The resurgence of Shiite Islam after decades of suppression under Saddam is frightening to Sunnis and Christians, who fear that it could lead to a Shiite-dominated state similar to Iran. The influence of Hawza already is obvious from Basra in the south to Baghdad -- and in some southern towns, de facto governments headed by religious leaders already have been set up.

"In the past, the government was controlling these people. Now that there is no government, no one is controlling them. So we are afraid," said a 35-year-old Christian, Nabila Isha, in Baghdad's Karada neighborhood.

The area is home to Christians and Shiites, and the mosques have been broadcasting Shia messages into the homes of Christian families, and pro-Shiite graffiti has begun to appear on walls.

In the former Saddam City, which holds 2 million of Baghdad's 5 million people, Baath Party offices have been turned into "Husseiniya" -- or Shiite centers of worship.

Though Shiite clerics are cautious about discussing their ambitions, many secular Iraqis, Kurds, Sunnis and Christians assume that their ultimate aim is an Islamic republic.

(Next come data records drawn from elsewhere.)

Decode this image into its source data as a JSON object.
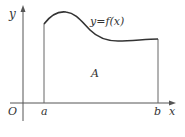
{
  "diagram": {
    "type": "area-under-curve",
    "axes": {
      "x_label": "x",
      "y_label": "y",
      "origin_label": "O"
    },
    "curve": {
      "label": "y=f(x)"
    },
    "bounds": {
      "left_label": "a",
      "right_label": "b"
    },
    "region": {
      "label": "A"
    },
    "colors": {
      "axis": "#555555",
      "curve": "#333333",
      "bound_lines": "#666666",
      "text": "#333333"
    }
  }
}
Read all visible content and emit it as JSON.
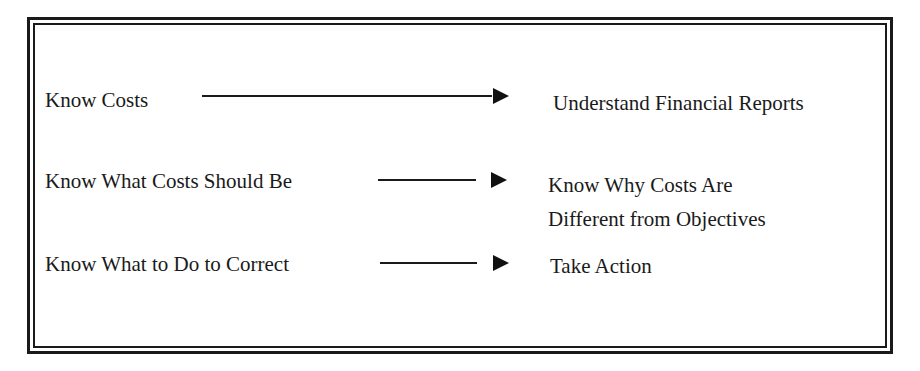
{
  "diagram": {
    "rows": [
      {
        "left": "Know Costs",
        "right": [
          "Understand Financial Reports"
        ]
      },
      {
        "left": "Know What Costs Should Be",
        "right": [
          "Know Why Costs Are",
          "Different from Objectives"
        ]
      },
      {
        "left": "Know What to Do to Correct",
        "right": [
          "Take Action"
        ]
      }
    ],
    "colors": {
      "ink": "#1a1a1a",
      "background": "#ffffff"
    },
    "connector": "arrow-right"
  }
}
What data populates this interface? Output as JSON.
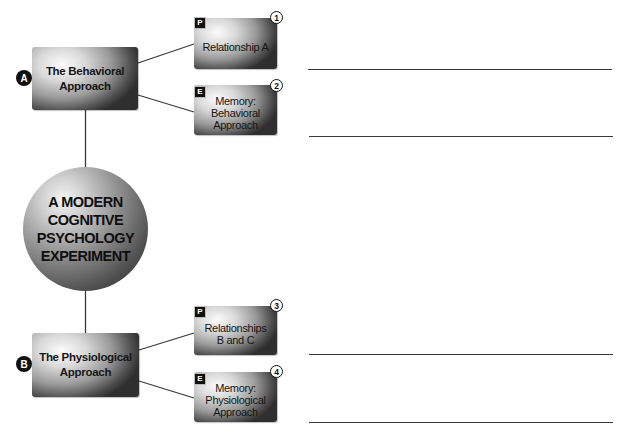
{
  "center": {
    "label": "A MODERN\nCOGNITIVE\nPSYCHOLOGY\nEXPERIMENT"
  },
  "approaches": [
    {
      "badge": "A",
      "label": "The Behavioral\nApproach",
      "items": [
        {
          "type": "P",
          "number": "1",
          "label": "Relationship A"
        },
        {
          "type": "E",
          "number": "2",
          "label": "Memory:\nBehavioral\nApproach"
        }
      ]
    },
    {
      "badge": "B",
      "label": "The Physiological\nApproach",
      "items": [
        {
          "type": "P",
          "number": "3",
          "label": "Relationships\nB and C"
        },
        {
          "type": "E",
          "number": "4",
          "label": "Memory:\nPhysiological\nApproach"
        }
      ]
    }
  ],
  "answer_lines": 4,
  "colors": {
    "line": "#3a3a3a",
    "badge": "#111111",
    "text": "#161616"
  }
}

"They will destroy the whole country, those radicals," one Kurdish intellectual in Baghdad said. "I am quite sure they want to control the government and make another Islamic republic. They will create another Afghanistan and Iran in Iraq."

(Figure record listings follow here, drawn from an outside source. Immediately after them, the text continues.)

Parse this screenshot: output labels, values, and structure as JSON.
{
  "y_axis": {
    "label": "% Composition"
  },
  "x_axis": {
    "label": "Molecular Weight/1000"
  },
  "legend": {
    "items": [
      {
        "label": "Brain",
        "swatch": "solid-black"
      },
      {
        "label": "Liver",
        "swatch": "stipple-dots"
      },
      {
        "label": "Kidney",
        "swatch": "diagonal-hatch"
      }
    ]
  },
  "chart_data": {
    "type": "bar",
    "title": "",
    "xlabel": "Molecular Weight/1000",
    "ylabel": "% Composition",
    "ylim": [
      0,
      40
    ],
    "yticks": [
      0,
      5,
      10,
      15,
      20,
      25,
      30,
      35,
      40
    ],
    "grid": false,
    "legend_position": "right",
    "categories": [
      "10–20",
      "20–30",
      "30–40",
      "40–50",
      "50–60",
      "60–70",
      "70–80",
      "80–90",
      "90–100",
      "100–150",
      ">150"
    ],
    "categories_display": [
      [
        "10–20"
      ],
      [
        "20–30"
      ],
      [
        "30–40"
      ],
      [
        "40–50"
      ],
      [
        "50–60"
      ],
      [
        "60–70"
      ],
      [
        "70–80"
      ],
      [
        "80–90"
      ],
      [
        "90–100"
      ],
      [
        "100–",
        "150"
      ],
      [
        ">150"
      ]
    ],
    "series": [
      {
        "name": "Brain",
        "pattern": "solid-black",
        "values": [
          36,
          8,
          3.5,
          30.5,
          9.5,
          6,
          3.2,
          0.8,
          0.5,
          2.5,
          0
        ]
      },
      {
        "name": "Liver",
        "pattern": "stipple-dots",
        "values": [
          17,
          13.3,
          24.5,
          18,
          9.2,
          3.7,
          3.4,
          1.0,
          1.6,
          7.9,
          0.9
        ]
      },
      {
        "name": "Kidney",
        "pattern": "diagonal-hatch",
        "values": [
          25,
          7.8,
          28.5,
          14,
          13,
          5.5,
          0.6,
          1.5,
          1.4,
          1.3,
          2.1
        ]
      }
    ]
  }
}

That is not the vision being promulgated, however, by one of Sistani's representatives in Sadr City. Sheik Ali Saadi, 33, in white turban and black robe with a long face and dark beard, explained his role as being first of all to help residents. "We don't want to provoke problems that would lead to another war with each other," he said. But he asserted that a strong Shiite presence in the next Iraqi government is vital because "the Shia listen only to us."

Saadi said he and other Hawza graduates have assumed judicial duties, including making arrests and jailing offenders, sometimes in mosques.

Like most Shiite leaders, he does not hide his wish that American soldiers would leave the country as soon as possible. "We need Americans for the moment because there are still a lot of Fedayeen and a lot of agents of Saddam Hussein," he said. "When they are gone, however, then the Americans have to leave."